There went my theory. Us vacating our spots just made way for a new generation of ruthless academics to take our places. Still, Naomi even turning up to a 2pm class would have been a victory the previous semester, let alone seeing her there before 8am.
“So what are you doing back here?” She asked me. “Are you getting your job back?”
I sighed at the phrasing. Getting my job ‘back’. That confirmed that I no longer had it, I supposed. Though I wasn’t sure what other outcome I could have possibly hoped for.
“No,” I replied. “Well, I’m not sure actually. I didn’t know what the reaction to me being back was going to be, to be honest.” I looked at her, remembering her scream of delight from earlier. “I guess I do know now though — shrieking.”
“Well, I didn’t know you were okay!” Naomi exclaimed. “Does everyone know you’re alive?”
I glanced over at Robert. “Yeah, apparently it’s been quite a big news story.”
“Oh,” Naomi said, shrugging. “I guess I haven’t been out of the lab much for like...well, the last month, really.”
Jesus, something really had come over the poor girl. I think her attendance levels at required lab sessions the semester I had taught her had dropped well below the bare minimum 50%.
“What are you working on?” I asked, suddenly interested. It must have been quite the project to be keeping her in the physics lab night and day.
“Oh, nothing much,” she said, calmly, shrugging it off. “Just bits and pieces.”
“Right.”
“So,” she said. “Is it true?”
I sighed. “Is what true?” I asked, but I knew perfectly well what she was talking about.
“You and Doctor Anderson.”
“No, it’s not true,” I glanced at Robert and waved my hand, signally that we should get going. “We really have to go,” I said, turning to walk towards the Physics building.

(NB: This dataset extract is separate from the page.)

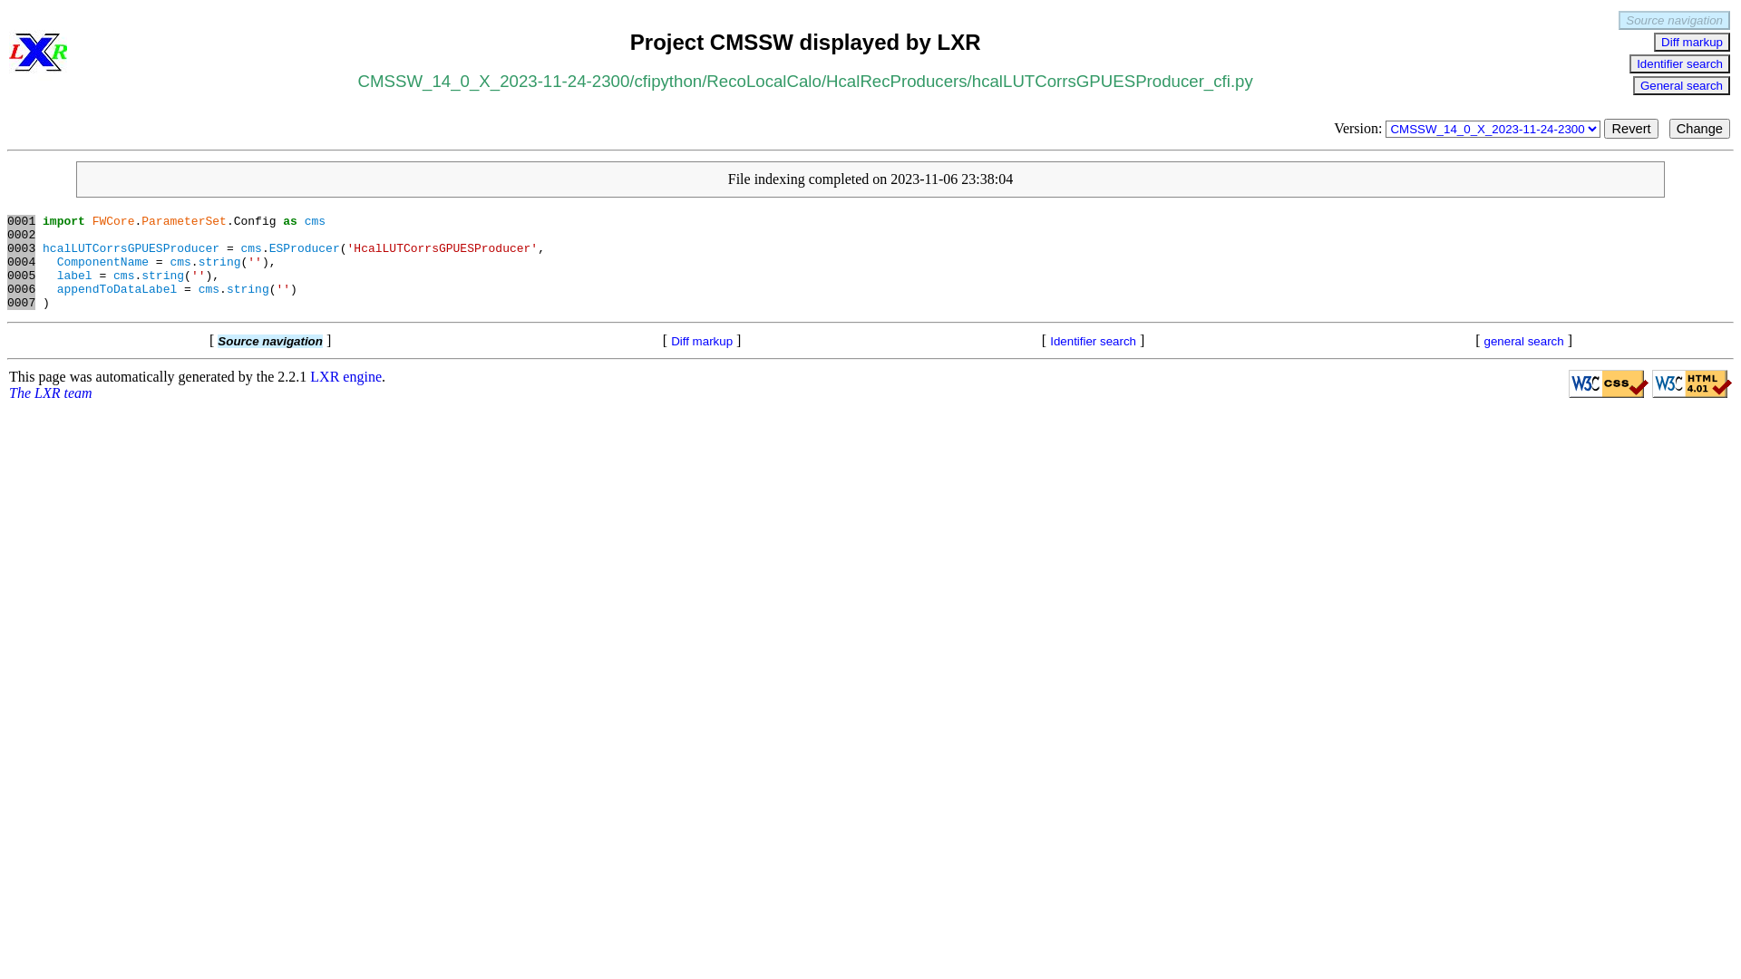 The width and height of the screenshot is (1741, 979). Describe the element at coordinates (118, 289) in the screenshot. I see `appendToDataLabel` at that location.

“Where are you going? Are you still allowed in there?” Naomi asked.
I turned around. “Of course I’m allowed in there! Why wouldn’t I be?”
“Sorry, of course you are, I guess. I mean, anyone can just go in, right?” She said, slightly unsurely. “You don’t have to be a member of staff or a student.”
I huffed slightly and turned to walk away, muttering under my breath. “Not a member of staff or a student. For crying out loud...”
***
Once we were safely inside the doors, the cool whiteness of the physics building enveloping us, Robert asked: “Who was she? She’s hot.”
One of my eyebrows shot up. “Really? That’s Naomi Stone. She was my student last semester.”
“Is she single?”
“Are you serious?” I asked. “I thought you were engaged?”
“Yeah, 40 years ago! Imagine what she looks like now.”
“Robert!” I admonished him. “She might have been waiting for you all these years. I mean, think about the reaction I just got from Naomi, and she was just a student I barely knew.” Then I added. “And I was only gone for three months. Don’t you want to see if anyone you knew is still alive? Aren’t you curious?”
Rob just shook his head. “I don’t know. Like I said, I don’t think I want to find out. I don’t want to see what happened to everyone.”
“Hey, what’s your full name again?” I asked, butting in. It occurred to me that I could look up his family behind his back, even if he didn’t want any part of it.
“Smith,” he replied.
“Robert Smith?” I repeated, “Like the lead singer of The Cure?”. I supposed he couldn’t have even been familiar with his namesake. But that aside, “Robert Smith” was hardly going to be an easy name to look up. There would have been thousands in Sydney alone. Then again, there wouldn’t have been many that went missing in 1974, never to be seen or heard from ever again.